Projects
Routing on railway tracks
Geofabrik developed a railway routing service for the French railway company SNCF using the GraphHopper routing engine.
It uses the railway tracks from OpenStreetMap.
GraphHopper was used as a Java library and road specific parts were replaced . On a quick glance, one could
think that replacing highway
by railway
all over the code would be sufficient. This would work for a quick prototype, but is not enough. Useful railway routing must take into account several differences from road routing.
- Unlike road vehicles, trains cannot turn in arbitrary angles at any node in the graph (switches for railways,
intersections for cars). They can only turn in slight angles. The railway routing engine iterates over all nodes in the graph
and adds turn restrictions to all pairs of edges whose angle is not within a certain interval.
- Crossings of two railway tracks need special treatment.
Trains can go through them only in a straight direction, they cannot change direction
there. Crossings and switches are not distinguishable because the OSM tag
railway=railway_crossing
is dropped in an earlier processing step. Because GraphHopper was not designed as a library, it cannot be extended easily, hence we use a forked version.
-
Trains cannot go into reverse as quickly as cars. In some cases, the engineer can can walk to the other end of the train. But other
trains, such as freight trains need longer. The engine has to be decoupled from the train, driven around the train to the other end and
re-coupled. This procedure usually takes more than 15 minutes. Detours avoiding reversals are more effecient.
-
Different gauges and power systems are two of many reasons prohibiting the universal usage of the same trains. The railway routing engine
can be configured (using a configuration file) to provide special routing profiles for certain classes supporting only a specific power
system and gauge.
In addition to the calculation of routes, the software supports matching GPS routes to the railway network, using various file formats (GPX,
CSV, shape files).
All components of this project has been published as open source software.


What is required:
Go through the material and pull out every line with the string "annotation" in it.

Given information:
☆ ☆ ☆ ☆

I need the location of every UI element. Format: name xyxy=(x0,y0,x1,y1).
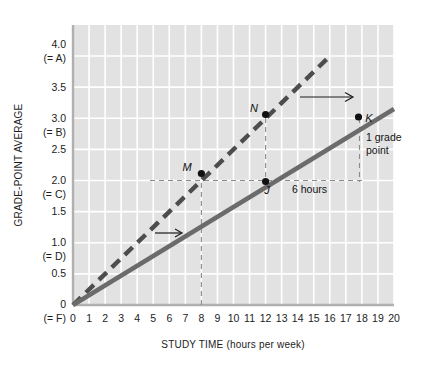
x-tick-12: 12 xyxy=(260,312,272,324)
data-point-n xyxy=(262,111,269,118)
rise-annotation-line1: 1 grade xyxy=(366,131,402,143)
x-tick-19: 19 xyxy=(372,312,384,324)
y-tick-0: 0 xyxy=(60,298,66,310)
point-label-m: M xyxy=(182,161,192,173)
x-tick-17: 17 xyxy=(340,312,352,324)
x-tick-6: 6 xyxy=(166,312,172,324)
y-tick-2.0: 2.0 xyxy=(51,174,66,186)
point-label-n: N xyxy=(250,102,258,114)
x-tick-15: 15 xyxy=(308,312,320,324)
run-annotation: 6 hours xyxy=(292,183,327,195)
y-tick-labels: 4.0 (= A) 3.5 3.0 (= B) 2.5 2.0 (= C) 1.… xyxy=(42,38,66,324)
x-tick-7: 7 xyxy=(182,312,188,324)
x-tick-11: 11 xyxy=(244,312,255,324)
x-axis-title: STUDY TIME (hours per week) xyxy=(161,339,304,350)
x-tick-9: 9 xyxy=(215,312,221,324)
x-tick-14: 14 xyxy=(292,312,304,324)
chart-container: M N J K 1 grade point 6 hours 4.0 (= A) … xyxy=(0,0,430,368)
y-tick-4.0: 4.0 xyxy=(51,38,66,50)
y-tick-3.0-grade: (= B) xyxy=(43,126,66,138)
x-tick-labels: 0 1 2 3 4 5 6 7 8 9 10 11 12 13 14 15 16… xyxy=(70,312,400,324)
x-tick-0: 0 xyxy=(70,312,76,324)
x-tick-8: 8 xyxy=(198,312,204,324)
x-tick-2: 2 xyxy=(102,312,108,324)
x-tick-13: 13 xyxy=(276,312,288,324)
x-tick-5: 5 xyxy=(150,312,156,324)
data-point-k xyxy=(355,113,362,120)
data-point-m xyxy=(198,170,205,177)
y-tick-1.0: 1.0 xyxy=(51,236,66,248)
study-time-gpa-chart: M N J K 1 grade point 6 hours 4.0 (= A) … xyxy=(0,0,430,368)
y-tick-2.0-grade: (= C) xyxy=(42,188,66,200)
x-tick-16: 16 xyxy=(324,312,336,324)
y-tick-2.5: 2.5 xyxy=(51,143,66,155)
y-tick-1.5: 1.5 xyxy=(51,205,66,217)
point-label-k: K xyxy=(365,112,373,124)
y-tick-0-grade: (= F) xyxy=(44,312,66,324)
vertical-gridlines xyxy=(73,25,394,305)
x-tick-10: 10 xyxy=(228,312,240,324)
y-tick-4.0-grade: (= A) xyxy=(44,52,66,64)
x-tick-20: 20 xyxy=(388,312,400,324)
x-tick-4: 4 xyxy=(134,312,140,324)
y-axis-title: GRADE-POINT AVERAGE xyxy=(13,103,24,226)
y-tick-3.5: 3.5 xyxy=(51,81,66,93)
y-tick-1.0-grade: (= D) xyxy=(42,250,66,262)
point-label-j: J xyxy=(263,184,270,196)
x-tick-3: 3 xyxy=(118,312,124,324)
rise-annotation-line2: point xyxy=(366,144,389,156)
x-tick-18: 18 xyxy=(356,312,368,324)
y-tick-0.5: 0.5 xyxy=(51,267,66,279)
x-tick-1: 1 xyxy=(86,312,92,324)
y-tick-3.0: 3.0 xyxy=(51,112,66,124)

☆ ☆ ☆ ☆

Answer section:
rise-annotation-line1: 1 grade xyxy=(366,131,402,143)
run-annotation: 6 hours xyxy=(292,183,327,195)
rise-annotation-line2: point xyxy=(366,144,389,156)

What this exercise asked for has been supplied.